“Truth was, Kitty was back into childhood, out there in the hay—merry and sweet as a rosebud she looked in her old faded bonnet. I see her just as plain, this poor child—that did so much mischief without meaning to hurt anybody. How was she to know that fierce fires of jealous, passionate hatred were at work, kindled by her to flame that sunshiny afternoon, as she danced along the meadow with her rake, happy as the June day seemed long?
“No, sir, you need not be impatient, for the story is about done.
“The last load of hay was pitched as the glowing sun went down. The thunderstorm had passed to the hills beyond, and on the horizon clouds lay piled, purple black. The men come in to supper, and then went out again. Kitty was busy with her dishes in the kitchen till dark; then there come a flash of lightning, and a growlin’ of thunder. The last dish was put away, and so the girl went sauntering out, down to the bush of cluster roses by the garden gate, where she could look over into the barn-yard and call to the men still at work with the hay.
“Something took her farther—’twas as if a hand led her—and she crossed the yard, and down the lane she went till she got to the meadow gate that stood open as the men had left it after bringing that last heavy wain through.
“The moon was up—a moon that drifted serenely through the banks of clouds, ever upwards to the zenith.
“Sir, did you ever think—and being a stranger, sir, you must excuse the question—did you ever think of the wicked deeds that moon has looked upon since the creation of mortal man? Oh, yes, I know it, I know it well; in God’s sunlight, that sin would never have been committed; but in the moonlight—the calm, still moonlight—passions rise to fever heat, the blow is struck, and man turns away with the curse of Cain written on his brow.
“Kitty, standing with her back against the gate, her eyes following the flitting light across the meadow to the mill-race by the path beyond, all at once felt her heart leap with nameless horror. Yet all she could see was shadows, for the figures was out of sight. All she could see was shadows—shadows cast upon the moonlit meadowland where she had gaily danced with her rake in hand only a few hours before. Two giant forms (so the moonbeams made it) swayed back and forth, gripped together like one, scarcely moving from one spot as they wrestled, as though ’twould take force to uproot them—force like that of the whirlwind in the spring, that tore the old oak like a sapling from its foundations laid centuries ago.
“Kitty, struck dumb like one in nightmare, fled across the meadow towards the mill-race.
“As she went, the shadows lifted and changed with a cruel uprising that told her the end was near. If she could have cried out then, and if they had heard! But as she fled on unheeding, the moon was suddenly obscured. It was pitch dark, and the muttering thunder broke into a roar that shook the earth under Kitty’s feet. How long was it before the moon drifted from out that cloud-bank, where lightning played with zig-zag flames? How long?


_Directions_
Going through the data below, copy out each line where the word "Image" shows up.

_Exercise data_

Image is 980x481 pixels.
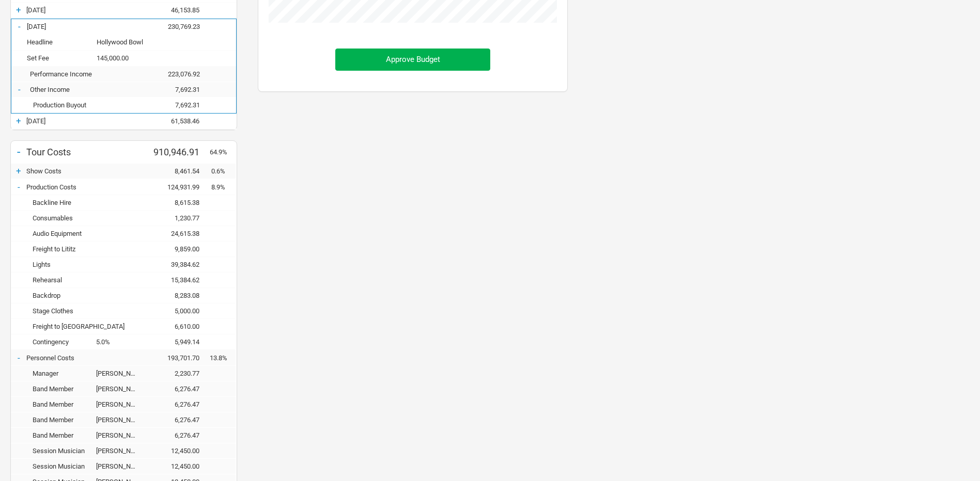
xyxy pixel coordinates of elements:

* * *

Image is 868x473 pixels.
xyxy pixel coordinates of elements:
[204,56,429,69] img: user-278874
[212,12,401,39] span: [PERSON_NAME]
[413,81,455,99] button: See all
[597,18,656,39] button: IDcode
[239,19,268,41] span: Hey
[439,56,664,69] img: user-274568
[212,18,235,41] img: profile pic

_Reply to the task_
Image is 980x481 pixels.
Image is 868x473 pixels.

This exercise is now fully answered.